Welfare Director Sue Gorman told the Board and Budget Advisory Committee that the town’s welfare caseload has grown substantially since 2023 and that requests for utility and housing assistance are driving the department’s requested 2026 budget of $235,370.
"It's not a handout. It's a hand up," Gorman said, describing the department’s approach of assessing income and allowable expenses and using referrals and state programs (SNAP, TANF, disability benefits) to help clients toward self‑sufficiency. She said utility‑assistance requests are up about 44% from 2024 and housing assistance requests have increased about 25% since 2023. Gorman highlighted the disproportionate impact on seniors on fixed incomes and on renters facing rising monthly rents.
Gorman described common interventions: short‑term rental payments calibrated to a client’s demonstrated shortfall, referrals to subsidized housing and employment training, and recovery efforts (liens, Social Security recovery) to recoup some of the town’s outlays when possible.
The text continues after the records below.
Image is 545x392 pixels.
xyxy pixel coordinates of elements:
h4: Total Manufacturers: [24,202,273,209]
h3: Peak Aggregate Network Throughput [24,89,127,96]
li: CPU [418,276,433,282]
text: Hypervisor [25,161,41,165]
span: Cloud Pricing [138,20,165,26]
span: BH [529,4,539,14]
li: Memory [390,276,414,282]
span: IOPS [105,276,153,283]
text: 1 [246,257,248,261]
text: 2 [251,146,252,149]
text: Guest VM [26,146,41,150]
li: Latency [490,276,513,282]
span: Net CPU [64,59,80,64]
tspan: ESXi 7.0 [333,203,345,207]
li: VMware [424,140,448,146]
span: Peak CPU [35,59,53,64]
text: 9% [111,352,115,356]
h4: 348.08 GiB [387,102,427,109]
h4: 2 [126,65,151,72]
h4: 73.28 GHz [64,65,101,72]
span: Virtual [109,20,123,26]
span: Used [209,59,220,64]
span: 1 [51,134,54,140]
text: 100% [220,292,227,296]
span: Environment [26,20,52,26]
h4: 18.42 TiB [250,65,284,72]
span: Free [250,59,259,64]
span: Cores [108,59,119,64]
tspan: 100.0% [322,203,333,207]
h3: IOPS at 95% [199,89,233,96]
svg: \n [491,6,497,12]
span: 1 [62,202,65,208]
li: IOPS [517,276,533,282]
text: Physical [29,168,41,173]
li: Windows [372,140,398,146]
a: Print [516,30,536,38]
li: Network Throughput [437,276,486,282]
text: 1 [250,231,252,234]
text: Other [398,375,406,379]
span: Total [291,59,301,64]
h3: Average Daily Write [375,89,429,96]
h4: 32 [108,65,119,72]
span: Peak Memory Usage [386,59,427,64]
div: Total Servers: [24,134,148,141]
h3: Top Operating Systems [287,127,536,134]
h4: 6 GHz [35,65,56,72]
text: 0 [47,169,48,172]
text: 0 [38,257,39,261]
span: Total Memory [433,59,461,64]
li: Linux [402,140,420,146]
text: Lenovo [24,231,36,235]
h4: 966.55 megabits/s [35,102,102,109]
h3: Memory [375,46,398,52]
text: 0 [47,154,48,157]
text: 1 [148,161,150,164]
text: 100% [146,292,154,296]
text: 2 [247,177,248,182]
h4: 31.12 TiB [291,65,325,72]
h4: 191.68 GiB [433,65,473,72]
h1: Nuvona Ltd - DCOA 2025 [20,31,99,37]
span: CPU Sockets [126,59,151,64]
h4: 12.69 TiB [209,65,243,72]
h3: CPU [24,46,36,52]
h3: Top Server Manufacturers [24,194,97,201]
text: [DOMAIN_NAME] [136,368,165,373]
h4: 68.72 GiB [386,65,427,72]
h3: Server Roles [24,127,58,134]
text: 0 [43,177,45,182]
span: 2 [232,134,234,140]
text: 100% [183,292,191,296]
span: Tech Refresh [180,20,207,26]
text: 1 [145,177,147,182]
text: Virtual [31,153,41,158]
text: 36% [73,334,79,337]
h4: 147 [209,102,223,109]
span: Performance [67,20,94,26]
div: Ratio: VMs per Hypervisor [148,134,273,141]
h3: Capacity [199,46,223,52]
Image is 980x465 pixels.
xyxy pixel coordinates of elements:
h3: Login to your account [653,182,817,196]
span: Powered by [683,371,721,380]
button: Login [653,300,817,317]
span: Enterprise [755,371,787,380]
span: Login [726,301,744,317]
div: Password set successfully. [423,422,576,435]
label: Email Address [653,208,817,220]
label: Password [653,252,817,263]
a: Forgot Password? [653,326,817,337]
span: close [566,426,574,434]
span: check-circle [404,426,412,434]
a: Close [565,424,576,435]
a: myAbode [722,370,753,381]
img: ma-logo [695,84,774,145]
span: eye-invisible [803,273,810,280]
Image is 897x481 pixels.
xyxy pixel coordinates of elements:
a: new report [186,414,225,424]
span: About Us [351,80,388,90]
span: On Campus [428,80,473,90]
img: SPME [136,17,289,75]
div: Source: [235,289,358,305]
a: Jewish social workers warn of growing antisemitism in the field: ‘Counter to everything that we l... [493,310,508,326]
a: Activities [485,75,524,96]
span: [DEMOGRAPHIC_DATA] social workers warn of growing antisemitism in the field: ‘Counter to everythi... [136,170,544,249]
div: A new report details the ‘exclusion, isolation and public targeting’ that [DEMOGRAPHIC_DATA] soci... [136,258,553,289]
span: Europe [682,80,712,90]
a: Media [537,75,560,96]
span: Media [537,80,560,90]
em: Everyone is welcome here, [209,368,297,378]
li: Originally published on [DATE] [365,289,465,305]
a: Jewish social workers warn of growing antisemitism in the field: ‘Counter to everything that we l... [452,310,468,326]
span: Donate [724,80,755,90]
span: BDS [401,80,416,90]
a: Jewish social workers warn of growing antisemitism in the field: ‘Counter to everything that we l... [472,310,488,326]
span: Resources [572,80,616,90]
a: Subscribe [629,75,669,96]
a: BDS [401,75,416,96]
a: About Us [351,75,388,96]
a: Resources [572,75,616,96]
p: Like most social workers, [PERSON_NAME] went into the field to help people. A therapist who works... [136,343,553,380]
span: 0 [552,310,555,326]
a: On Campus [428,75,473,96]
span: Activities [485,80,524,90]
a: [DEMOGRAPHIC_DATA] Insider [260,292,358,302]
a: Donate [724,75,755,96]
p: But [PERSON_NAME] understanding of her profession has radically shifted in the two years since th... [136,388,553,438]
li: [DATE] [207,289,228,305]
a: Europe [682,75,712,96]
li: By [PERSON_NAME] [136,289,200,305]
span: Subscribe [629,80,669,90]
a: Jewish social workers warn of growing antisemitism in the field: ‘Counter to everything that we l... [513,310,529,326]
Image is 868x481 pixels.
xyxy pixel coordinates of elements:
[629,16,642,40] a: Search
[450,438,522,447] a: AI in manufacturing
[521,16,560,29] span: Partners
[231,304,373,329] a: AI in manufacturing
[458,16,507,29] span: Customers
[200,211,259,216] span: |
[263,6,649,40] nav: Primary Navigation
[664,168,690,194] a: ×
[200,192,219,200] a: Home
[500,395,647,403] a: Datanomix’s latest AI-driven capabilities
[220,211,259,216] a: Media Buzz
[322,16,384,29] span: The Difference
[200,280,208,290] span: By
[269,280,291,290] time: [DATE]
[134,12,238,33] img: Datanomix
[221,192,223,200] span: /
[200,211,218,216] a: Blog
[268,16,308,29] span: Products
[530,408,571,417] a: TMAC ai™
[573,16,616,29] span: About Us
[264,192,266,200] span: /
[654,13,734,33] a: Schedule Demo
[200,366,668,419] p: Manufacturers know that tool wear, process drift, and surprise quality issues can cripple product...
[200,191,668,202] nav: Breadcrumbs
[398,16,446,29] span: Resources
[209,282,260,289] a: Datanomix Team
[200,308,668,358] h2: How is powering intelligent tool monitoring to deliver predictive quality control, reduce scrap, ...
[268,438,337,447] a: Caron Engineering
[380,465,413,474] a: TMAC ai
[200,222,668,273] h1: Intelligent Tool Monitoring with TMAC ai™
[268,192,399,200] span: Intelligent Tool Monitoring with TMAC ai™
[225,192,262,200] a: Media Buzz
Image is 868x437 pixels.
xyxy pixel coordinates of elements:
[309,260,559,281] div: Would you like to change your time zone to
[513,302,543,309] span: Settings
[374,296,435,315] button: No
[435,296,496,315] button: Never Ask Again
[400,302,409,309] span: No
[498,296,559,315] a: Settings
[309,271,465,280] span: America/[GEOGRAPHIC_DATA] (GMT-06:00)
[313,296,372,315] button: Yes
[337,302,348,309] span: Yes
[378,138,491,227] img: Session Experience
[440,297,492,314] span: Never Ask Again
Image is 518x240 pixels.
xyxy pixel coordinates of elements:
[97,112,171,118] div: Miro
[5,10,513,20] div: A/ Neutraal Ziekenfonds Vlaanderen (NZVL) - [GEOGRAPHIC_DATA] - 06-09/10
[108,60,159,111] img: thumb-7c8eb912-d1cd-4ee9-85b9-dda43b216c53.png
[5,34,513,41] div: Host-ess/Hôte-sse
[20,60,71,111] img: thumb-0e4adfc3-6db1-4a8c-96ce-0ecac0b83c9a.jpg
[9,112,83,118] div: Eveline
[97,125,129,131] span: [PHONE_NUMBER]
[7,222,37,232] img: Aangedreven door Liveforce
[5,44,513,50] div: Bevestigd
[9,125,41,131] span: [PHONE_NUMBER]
She said cremation assistance, an occasionally used emergency line, has been unusually active this year.
Board members asked how much the department has spent year‑to‑date and about potential recoveries; Gorman said she expected the 2025 total to run about $10–15,000 over budget but expects some recoveries (including a lien on a property currently for sale).
The selectmen asked for continuing updates and for Gorman to provide supporting examples and documentation the BAC can use to evaluate the additional appropriation request.